The path that Israel is following in electing Sharon is no surprise. Countries that seek to maintain by force the occupation over another people will eventually drift toward repressive or even fascistic leadership. It’s that very fear of Sharon that led Peres and others to justify joining a “unity” government as their only way to contain this scary figure. But they will be dragged by Sharon further and further to the path of repression for a simple reason: half-way measures of the sort offered by Barak and his weak-kneed friends in the right-wing of the Labor Party cannot work. Either Israel ends the occupation, dismantles the settlements, and gets out of the West Bank, or it will drift to the right as it has now done. But with Sharon, Israel could follow a path designed to provoke a wave of ethnic cleansing much like that which caused the Palestinian refugee problem in the first place.
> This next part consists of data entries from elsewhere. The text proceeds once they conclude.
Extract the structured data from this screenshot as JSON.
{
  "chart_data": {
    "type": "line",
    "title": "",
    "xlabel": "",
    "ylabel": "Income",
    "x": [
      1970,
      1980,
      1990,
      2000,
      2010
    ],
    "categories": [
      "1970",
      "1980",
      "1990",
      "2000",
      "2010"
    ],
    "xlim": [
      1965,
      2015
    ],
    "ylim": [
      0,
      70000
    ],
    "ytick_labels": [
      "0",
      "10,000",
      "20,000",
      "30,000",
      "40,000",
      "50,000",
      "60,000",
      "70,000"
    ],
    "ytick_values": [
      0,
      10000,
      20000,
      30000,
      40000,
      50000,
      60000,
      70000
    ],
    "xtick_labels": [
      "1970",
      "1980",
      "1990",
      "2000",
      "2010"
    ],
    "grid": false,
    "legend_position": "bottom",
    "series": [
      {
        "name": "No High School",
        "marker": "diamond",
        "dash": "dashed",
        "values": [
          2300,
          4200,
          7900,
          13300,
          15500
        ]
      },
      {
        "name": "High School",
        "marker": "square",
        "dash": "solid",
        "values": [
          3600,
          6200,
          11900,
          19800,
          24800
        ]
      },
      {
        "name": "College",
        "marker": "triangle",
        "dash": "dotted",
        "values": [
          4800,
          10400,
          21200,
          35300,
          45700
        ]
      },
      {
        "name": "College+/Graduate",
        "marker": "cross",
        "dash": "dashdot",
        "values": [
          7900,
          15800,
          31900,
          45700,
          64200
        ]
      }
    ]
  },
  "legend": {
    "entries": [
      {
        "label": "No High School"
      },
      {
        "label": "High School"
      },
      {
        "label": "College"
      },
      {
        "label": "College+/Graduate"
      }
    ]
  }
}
George Bush senior was the only U.S. president to have the courage to stand up to the “Israel-right-or-wrong” lobby that claims to speak for most American Jews. Bush Sr. told them to stop expanding settlements or lose U.S. “loan guarantees” for money Israel sought to resettle Soviet Jews. When Israeli Prime Minister Yitzhak Shamir refused, Bush stuck to his guns, and the result was to create economic pressures inside Israel which helped elect pro-peace Prime Minister Yitzhak Rabin in 1992.

It seems unlikely that George W. will have similar courage or vision. Ironically, standing up to Israel and insisting that it dismantle the settlements, get out of the West Bank and Gaza, and accept publicly part of the responsibility for having caused the Palestinian refugee problem (and state its willingness to take back a portion of those refugees small enough to not upset the Jewish character of Israel) is the most pro-Jewish thing he could do, though many Jews wouldn’t read it that way.

The truth is that Judaism and the Jewish people are suffering from the impact of the occupation. The mean-spiritedness in Israel that leads to a Sharon landslide makes many younger Israelis wish to leave Israel and settle in the U.S., and many young American Jews to say “my parents were Jewish” rather than claim an identity defined by Israelis as oppressors and people who think that power is more important than love.

When the American Jewish establishment rallies around such an Israel, they do more to drive young Jews into assimilation than any fear of anti-Semitism could ever do. So, many American Jews greet the election of Ariel Sharon with great sadness and mourning—mourning for Israel and mourning for the soul of the Jewish people. With Ariel Sharon leading Israel, the world will be a scarier place for everyone.

Rabbi Michael Lerner is editor of TIKKUN: A Bimonthly Jewish Critique of Politics Culture and Society, author most recently of Spirit Matters: Global Healing and the Wisdom of the Soul (Hampton Roads, 2000), and rabbi of Beyt Tikkun Synagogue in San Francisco.